Le Pen campaign director at centre of new French 'fake job' probe: report
French far-right party Front National (FN) senator, Mayor of Frejus and FN presidential candidate Marine Le Pen's campaign director, David Rachline. (AFP Photo)


A French prosecutor is investigating the activities of the far-right National Front on a regional council in northern France, a judicial source said on Tuesday after a newspaper reported a top party official was suspected of being paid for fake work.

The Canard Enchaine satirical newspaper said a preliminary investigation by the prosecutor in Lille focused on David Rachline, campaign director for party leader Marine Le Pen, a leading candidate in the presidential election.

Rachline, 29, a rising young star in Le Pen's anti-immigration and anti-euro party, had been on the payroll of the Lille-based regional council while at the same time being an elected councillor in a region in Provence, about 1,000 km (625 miles) to the south, it said.

Rachline said the investigation bore the hallmark of "a political attack".

"This is a probe directly targeting the candidate and her campaign director," he told Reuters. " It's a good pretext to legally wiretape the campaign director of one of the opposition's leading figures."

The fake job allegation involving the National Front is the latest such scandal to beset candidates in the two-stage election due to take place on April 23 and May 7.

It came just hours ahead of a televised debate by all 11 presidential rivals on Tuesday night.

Conservative candidate Francois Fillon slumped from being front-runner to trailing in third place, according to opinion polls, after the Canard Enchaine reported in January that he paid his wife and two children hundreds of thousands of euros in tax-payers' money for work they did not properly carry out.

Fillon, a 63-year-old former prime minister, and his wife are now under formal investigation for fraud.
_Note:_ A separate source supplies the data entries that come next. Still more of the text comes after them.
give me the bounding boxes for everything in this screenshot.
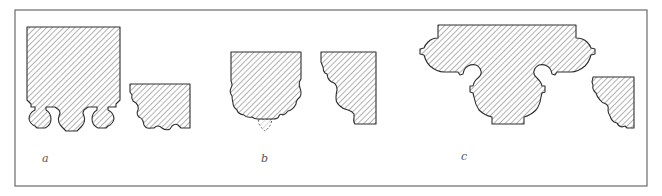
- diagram-stage: [0, 0, 662, 196]
- profile-c-capital: [420, 25, 595, 124]
- profile-c-corner: [592, 77, 634, 128]
- panel-b: [230, 52, 376, 131]
- profile-b-main: [230, 52, 301, 119]
- panel-label-c: c: [461, 150, 467, 163]
- profile-a-main: [27, 27, 120, 131]
- profile-b-corner: [321, 52, 376, 124]
- molding-profiles-diagram: [0, 0, 662, 196]
- panel-c: [420, 25, 634, 128]
- profile-a-corner: [130, 84, 190, 130]
- panel-a: [27, 27, 190, 131]
- panel-label-a: a: [42, 152, 49, 165]
- profile-b-pendant-dashed: [258, 119, 272, 131]
- panel-label-b: b: [261, 152, 268, 165]
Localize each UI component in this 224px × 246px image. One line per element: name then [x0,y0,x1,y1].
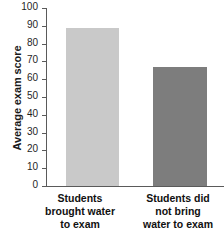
x-category-label-2-line2: not bring [133,205,223,218]
x-axis-line [46,186,224,187]
y-tick-50: 50 [0,97,46,98]
y-tick-70: 70 [0,61,46,62]
y-tick-100: 100 [0,8,46,9]
y-tick-label-80: 80 [27,37,38,49]
y-tick-label-50: 50 [27,90,38,102]
y-tick-60: 60 [0,79,46,80]
x-category-label-1-line3: to exam [36,218,124,231]
y-tick-label-90: 90 [27,19,38,31]
bar-students-did-not-bring-water [153,67,207,186]
y-tick-90: 90 [0,26,46,27]
y-tick-label-0: 0 [32,179,38,191]
x-category-label-2-line3: water to exam [133,218,223,231]
bar-chart: Average exam score 100 90 80 70 60 50 40… [0,0,224,246]
x-category-label-1-line2: brought water [36,205,124,218]
bar-students-brought-water [66,28,119,186]
y-tick-label-70: 70 [27,54,38,66]
y-tick-30: 30 [0,133,46,134]
y-tick-label-100: 100 [21,1,38,13]
y-tick-label-40: 40 [27,108,38,120]
y-tick-label-10: 10 [27,161,38,173]
y-tick-label-60: 60 [27,72,38,84]
y-tick-mark-0 [42,186,46,187]
x-category-label-2: Students did not bring water to exam [133,192,223,231]
x-category-label-1: Students brought water to exam [36,192,124,231]
y-tick-label-30: 30 [27,126,38,138]
y-tick-80: 80 [0,44,46,45]
y-tick-label-20: 20 [27,143,38,155]
y-tick-10: 10 [0,168,46,169]
x-category-label-2-line1: Students did [133,192,223,205]
y-tick-40: 40 [0,115,46,116]
y-tick-20: 20 [0,150,46,151]
plot-area [46,8,218,186]
x-category-label-1-line1: Students [36,192,124,205]
y-tick-0: 0 [0,186,46,187]
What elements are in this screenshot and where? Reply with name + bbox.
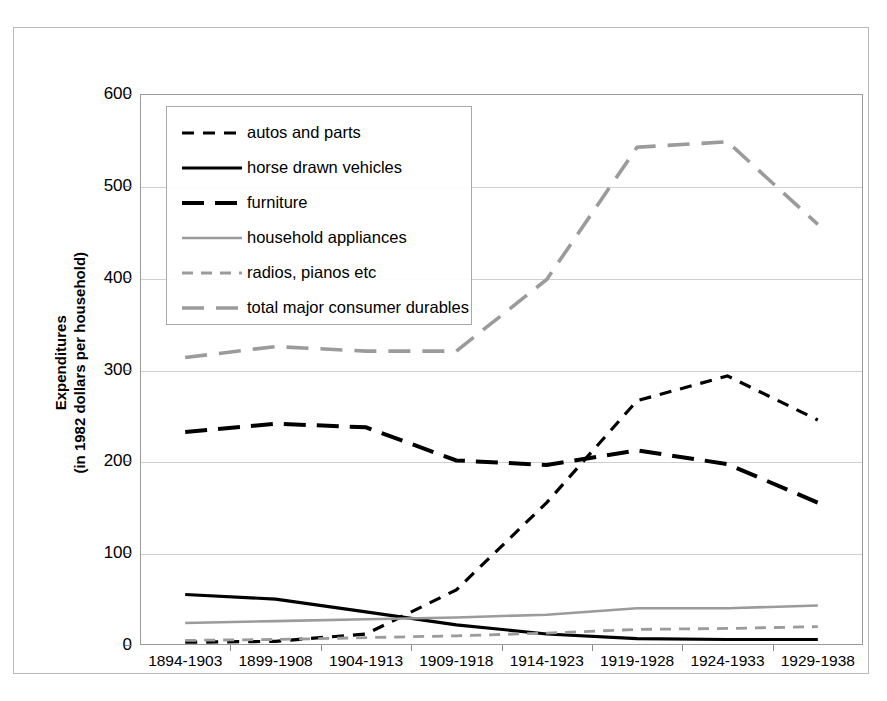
x-axis-tick-mark xyxy=(773,645,774,651)
y-axis-tick-label: 100 xyxy=(72,543,132,563)
x-axis-labels: 1894-19031899-19081904-19131909-19181914… xyxy=(140,652,863,682)
gridline xyxy=(141,462,862,463)
x-axis-tick-marks xyxy=(140,645,863,652)
legend-label: autos and parts xyxy=(247,123,361,142)
legend-label: total major consumer durables xyxy=(247,298,469,317)
chart-legend: autos and partshorse drawn vehiclesfurni… xyxy=(166,106,472,325)
legend-swatch-icon xyxy=(181,232,243,244)
y-axis-tick-mark xyxy=(125,370,132,371)
figure-container: Expenditures (in 1982 dollars per househ… xyxy=(13,27,869,674)
gridline xyxy=(141,554,862,555)
y-axis-tick-label: 0 xyxy=(72,635,132,655)
legend-item: total major consumer durables xyxy=(167,290,471,325)
legend-item: household appliances xyxy=(167,220,471,255)
legend-label: furniture xyxy=(247,193,308,212)
legend-item: furniture xyxy=(167,185,471,220)
x-axis-tick-mark xyxy=(502,645,503,651)
legend-swatch-icon xyxy=(181,127,243,139)
legend-swatch-icon xyxy=(181,302,243,314)
gridline xyxy=(141,371,862,372)
x-axis-tick-label: 1929-1938 xyxy=(781,652,855,670)
y-axis-tick-mark xyxy=(125,553,132,554)
x-axis-tick-label: 1919-1928 xyxy=(600,652,674,670)
y-axis-tick-mark xyxy=(125,94,132,95)
x-axis-tick-mark xyxy=(321,645,322,651)
x-axis-tick-mark xyxy=(411,645,412,651)
y-axis-tick-mark xyxy=(125,186,132,187)
x-axis-tick-mark xyxy=(230,645,231,651)
legend-swatch-icon xyxy=(181,197,243,209)
x-axis-tick-mark xyxy=(682,645,683,651)
legend-label: radios, pianos etc xyxy=(247,263,376,282)
x-axis-tick-label: 1924-1933 xyxy=(690,652,764,670)
x-axis-tick-label: 1899-1908 xyxy=(239,652,313,670)
legend-item: radios, pianos etc xyxy=(167,255,471,290)
y-axis-tick-label: 300 xyxy=(72,360,132,380)
x-axis-tick-label: 1894-1903 xyxy=(148,652,222,670)
legend-label: household appliances xyxy=(247,228,407,247)
y-axis-tick-label: 200 xyxy=(72,451,132,471)
x-axis-tick-label: 1914-1923 xyxy=(510,652,584,670)
legend-swatch-icon xyxy=(181,162,243,174)
y-axis-tick-mark xyxy=(125,278,132,279)
y-axis-tick-mark xyxy=(125,645,132,646)
x-axis-tick-label: 1904-1913 xyxy=(329,652,403,670)
legend-item: horse drawn vehicles xyxy=(167,150,471,185)
y-axis-tick-label: 600 xyxy=(72,84,132,104)
legend-label: horse drawn vehicles xyxy=(247,158,402,177)
x-axis-tick-mark xyxy=(592,645,593,651)
y-axis-tick-label: 400 xyxy=(72,268,132,288)
legend-swatch-icon xyxy=(181,267,243,279)
legend-item: autos and parts xyxy=(167,115,471,150)
y-axis-tick-label: 500 xyxy=(72,176,132,196)
y-axis-ticks: 0100200300400500600 xyxy=(60,94,132,645)
x-axis-tick-label: 1909-1918 xyxy=(419,652,493,670)
y-axis-tick-mark xyxy=(125,461,132,462)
Fillon has denied any wrongdoing and has said he will not allow the scandal to affect his drive for the presidency.

In a separate action involving the National Front, French judicial police in February questioned her bodyguard and chief of staff in relation to a probe into alleged misuse of EU funds to pat parliamentary assistants.

Le Pen, like Fillon, has denied any wrongdoing.

Opinion polls see Le Pen possibly coming first in the first round of the election in April but losing by a sizeable margin to independent centrist Emmanuel Macron in the May runoff.